Advice to Tenants
If you have a business Lease that is about to come to an end you do not necessarily have to leave the premises and you may well be entitled to demand a new Lease on better terms.
The Landlord & Tenant Act 1954 raises a presumption that a Tenant who occupies premises for their own business has a right to a fresh Lease on similar, but updated terms to their present Lease.
The type of terms which would be updated are the market rent and any other terms which perhaps reflect recent changes in the Law or general market practice.
A Tenant should always check whether their Lease has the benefit of the protection of the 1954 Act.
Generally speaking, a Lease will have that protection unless either a Court Order or certain other Notices, warning that the Lease is excluded from the protection of the Act, have been served on the Tenant prior to the Tenant entering into the original Lease.

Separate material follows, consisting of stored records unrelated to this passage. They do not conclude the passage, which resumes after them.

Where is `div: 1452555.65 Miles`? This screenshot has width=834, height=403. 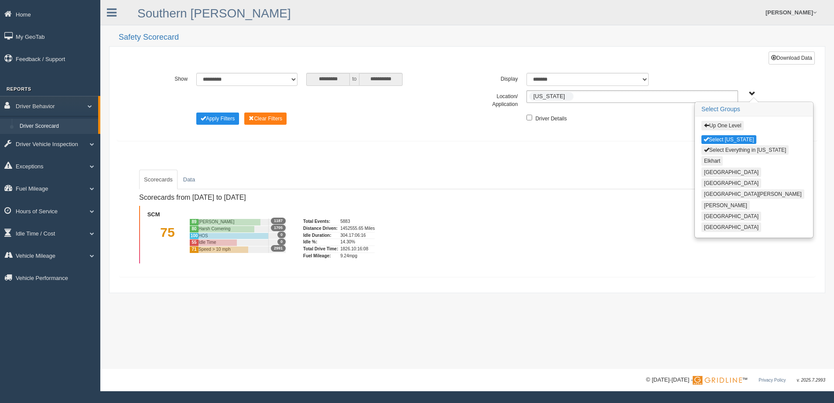
div: 1452555.65 Miles is located at coordinates (357, 229).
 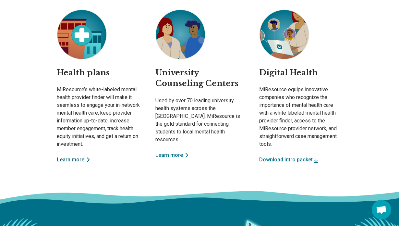 I want to click on div: Open chat, so click(x=382, y=210).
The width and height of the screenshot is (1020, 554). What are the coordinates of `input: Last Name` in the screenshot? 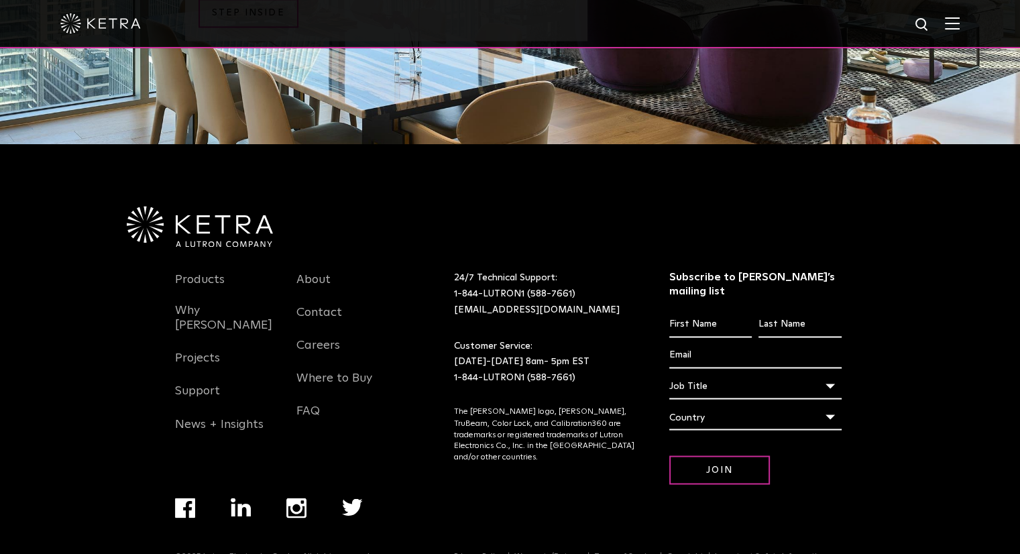 It's located at (800, 325).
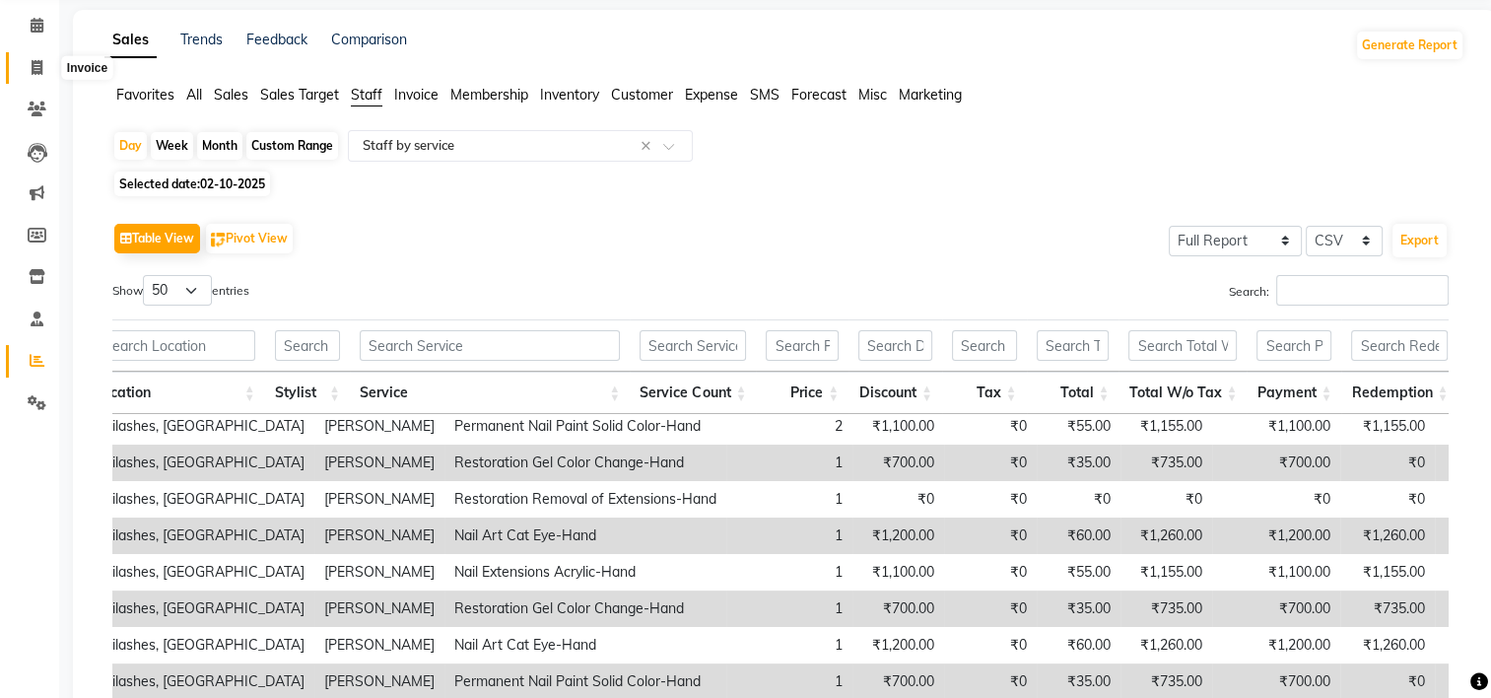  I want to click on span: Inventory, so click(570, 95).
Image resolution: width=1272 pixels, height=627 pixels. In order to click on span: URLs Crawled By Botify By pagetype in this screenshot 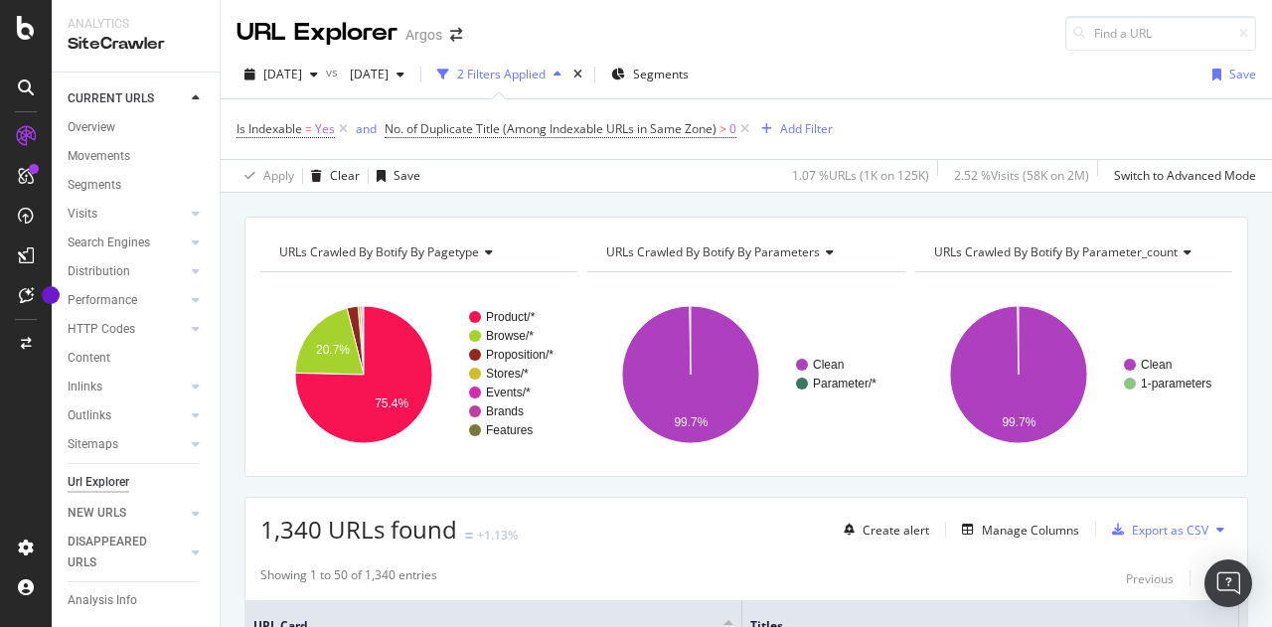, I will do `click(379, 251)`.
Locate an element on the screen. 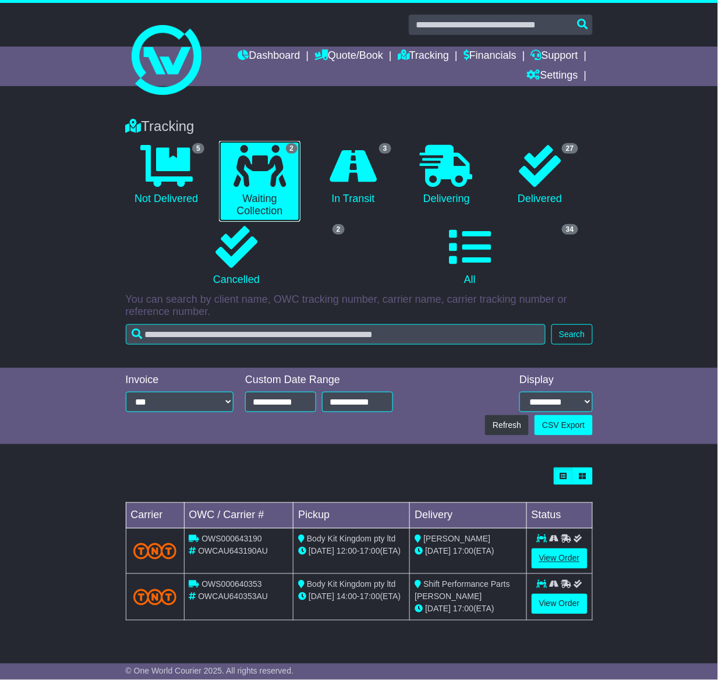 Image resolution: width=718 pixels, height=680 pixels. td: Pickup is located at coordinates (352, 516).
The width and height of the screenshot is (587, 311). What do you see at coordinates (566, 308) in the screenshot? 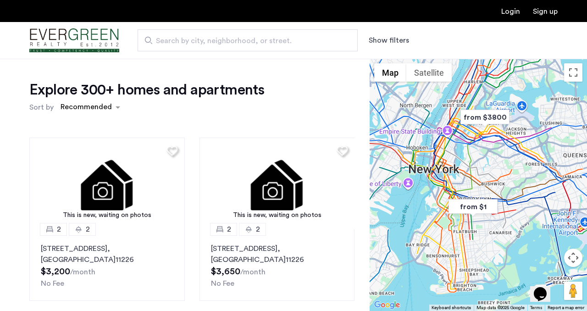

If you are not the original Tenant, i.e. you acquired the Lease part way through its term or if you cannot remember whether the Act applies, then it is worth checking the Lease, because if it has been excluded from the protection of the Act a brief paragraph to that effect should appear somewhere within the Lease.
Provided that you have the protection of the Act your Lease will not automatically come to an end unless you either voluntarily choose to leave on or before the expiry of the Term or the Landlord has served at least six months notice to quit upon you, in a form expressly prescribed by law.
If the Landlord serves a notice to quit, and you want to stay on, you should take advice if you don't want to lose your Tenancy, because there are strict deadlines to be complied with, even if the Landlord has offered to let you have a new Lease.
If you have not had a notice served on you and simply stay on at the premises, you will enter into a period known as "Holding Over". In effect this means that all the terms of the Lease that were applicable at the end of the original Lease, such as for example the passing rental, will continue to have effect until either you vacate, or a new Lease is agreed or granted by the Court.
There are dangers for a Tenant who wants to stay on for just a few days after the end of the original term. Once you enter into the "Holding Over" period, if a Tenant wishes to quit they must serve on the Landlord a notice and the length of notice required is a "Payment Period", the notice must also expire at the end of a payment period. If the rent is paid quarterly then the Payment Period is one quarter (i.e. 3 months) and the Quarter Dates are Christmas Day, 25th March, 24th June or 29th September.
If for example, a Tenant tried to break out of a Holding Over period in January, the earliest possible date that Notice to Quit would expire would be as 23rd June.
Holding over has the advantage that the Tenant doesn't necessarily have to make the longer commitment to a fresh Lease, but on the other hand a Tenant may want the certainty of having a fresh Lease. Either the Tenant or the Landlord may apply to the Court for a new Lease to be granted.
In current market conditions a Tenant wishing to stay on may well wish to make their application to the Court as quickly as possible if the market rental is less than the rent under the Lease. This is because, unlike a rent review within a Lease, which is almost invariably on an "upwards only" basis, the Court can and will grant a Lease at lower than the current passing rental if the market rental is lower. The majority of the commercial property sector is now achieving rentals significantly lower than what was being achieved three years ago. The expiry of a Lease could therefore be a perfect opportunity for a Tenant to force their Landlord to agree anew Lease at a reduced rent.